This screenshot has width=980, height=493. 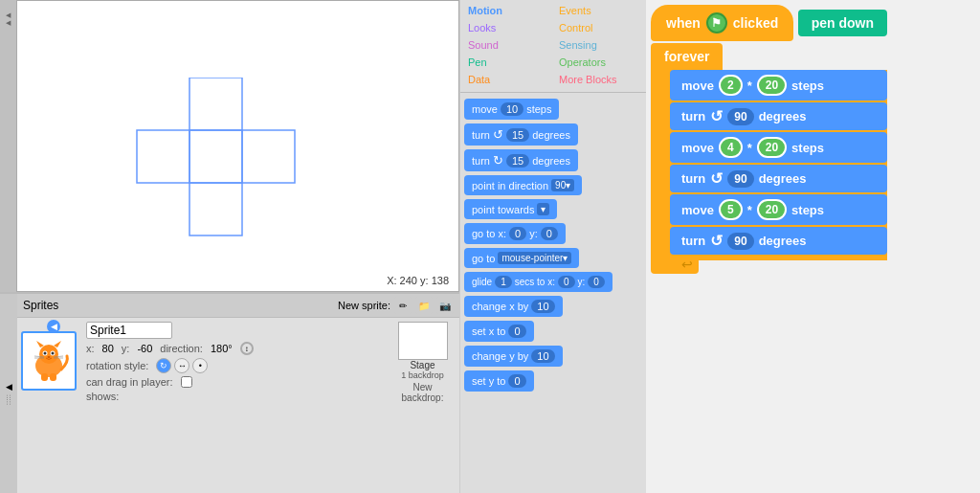 I want to click on move2-end: steps, so click(x=808, y=147).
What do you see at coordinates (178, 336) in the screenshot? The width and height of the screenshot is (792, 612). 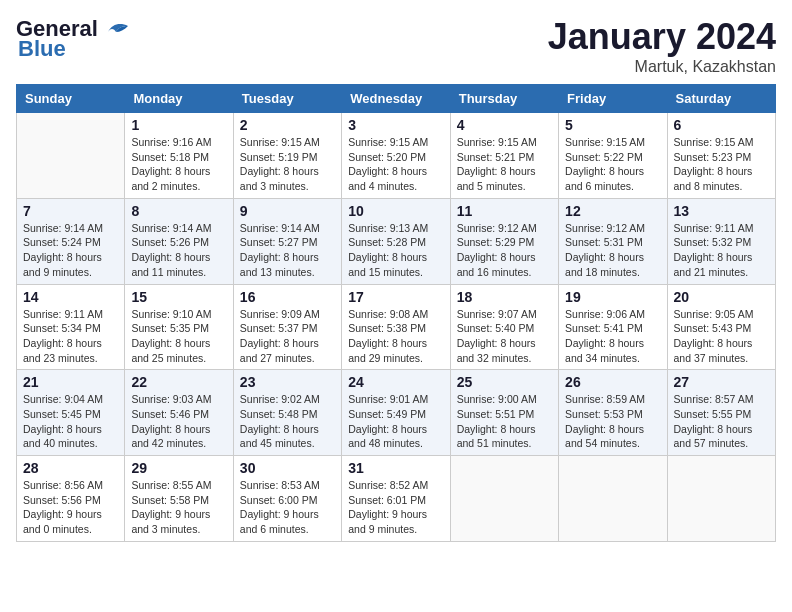 I see `day-info: Sunrise: 9:10 AMSunset: 5:35 PMDaylight:…` at bounding box center [178, 336].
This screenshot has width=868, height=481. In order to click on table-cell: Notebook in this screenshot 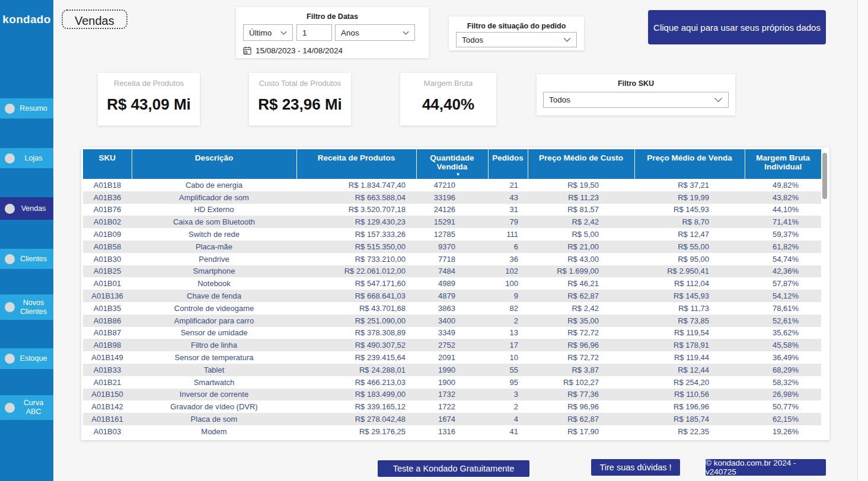, I will do `click(214, 283)`.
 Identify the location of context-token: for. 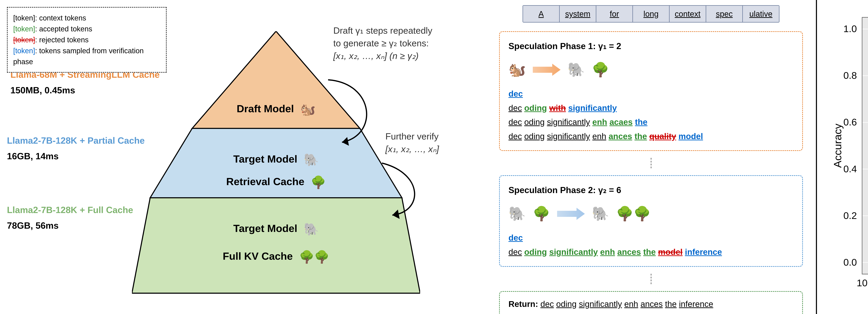
(615, 14).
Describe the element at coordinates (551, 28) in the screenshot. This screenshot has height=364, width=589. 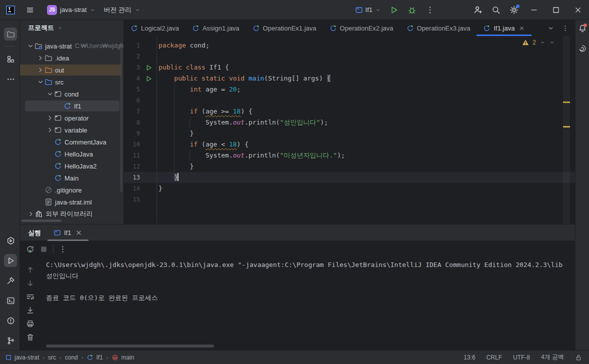
I see `hide-tabs-chevron-icon` at that location.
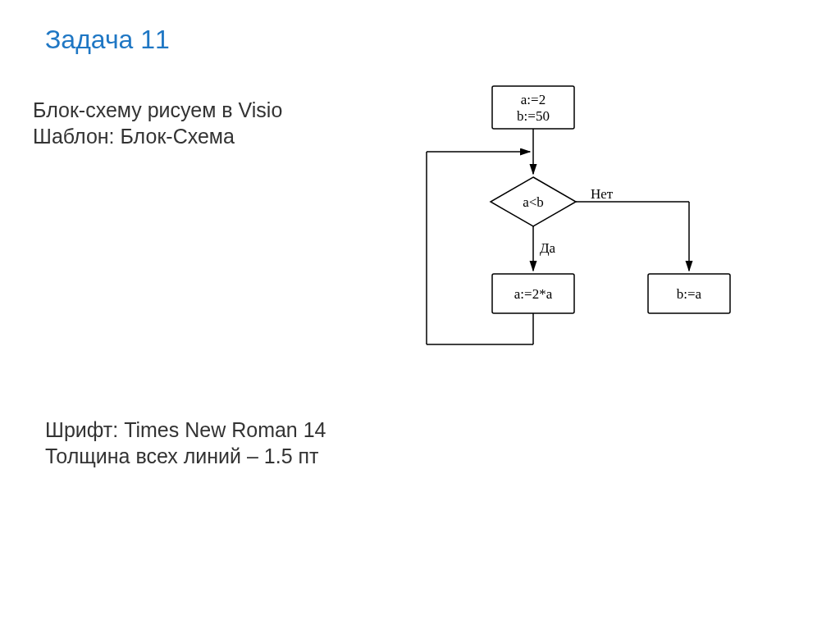  I want to click on flowchart-no-label: Нет, so click(602, 194).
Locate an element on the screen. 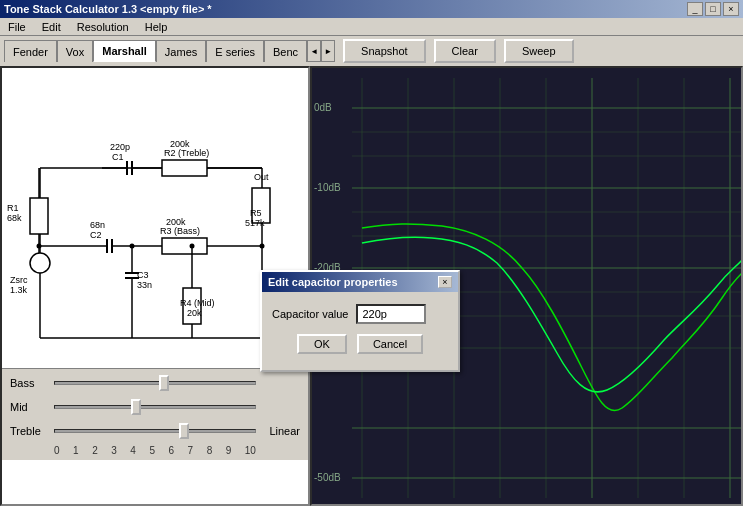  y-label-0db: 0dB is located at coordinates (323, 108).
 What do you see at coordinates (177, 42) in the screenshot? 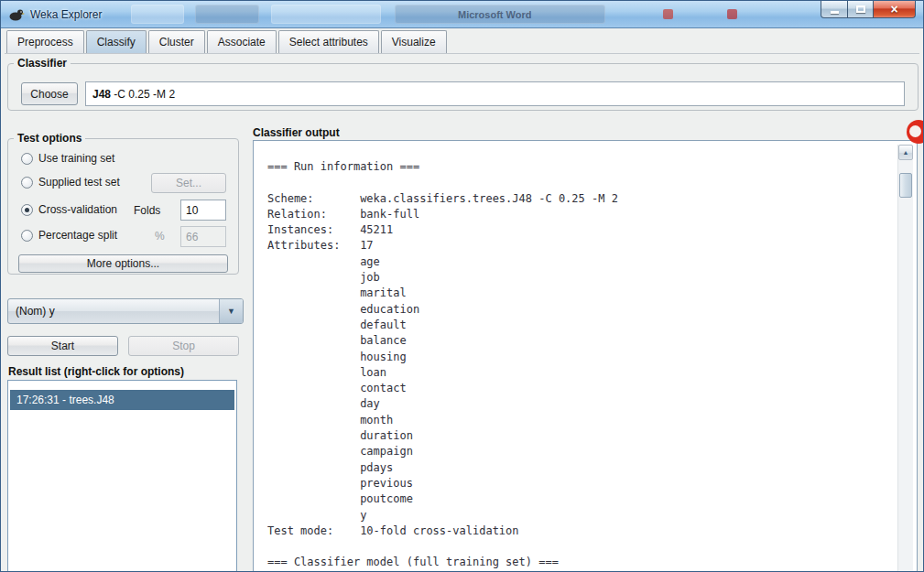
I see `tab-cluster: Cluster` at bounding box center [177, 42].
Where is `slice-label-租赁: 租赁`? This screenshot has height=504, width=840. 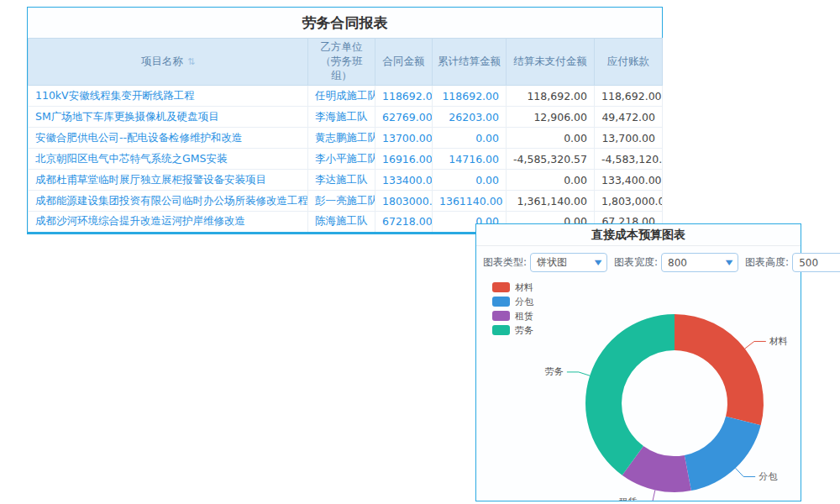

+++

## Your goal
The line that contains "What do you see at coordinates (177, 42)" begins the part to retype, and the last line of the records above ends it. Retype both and everything between, exactly, without the pictures.

## Solution to this task
 What do you see at coordinates (177, 42) in the screenshot? 
I see `tab-cluster: Cluster` at bounding box center [177, 42].
Where is `slice-label-租赁: 租赁`? This screenshot has height=504, width=840. 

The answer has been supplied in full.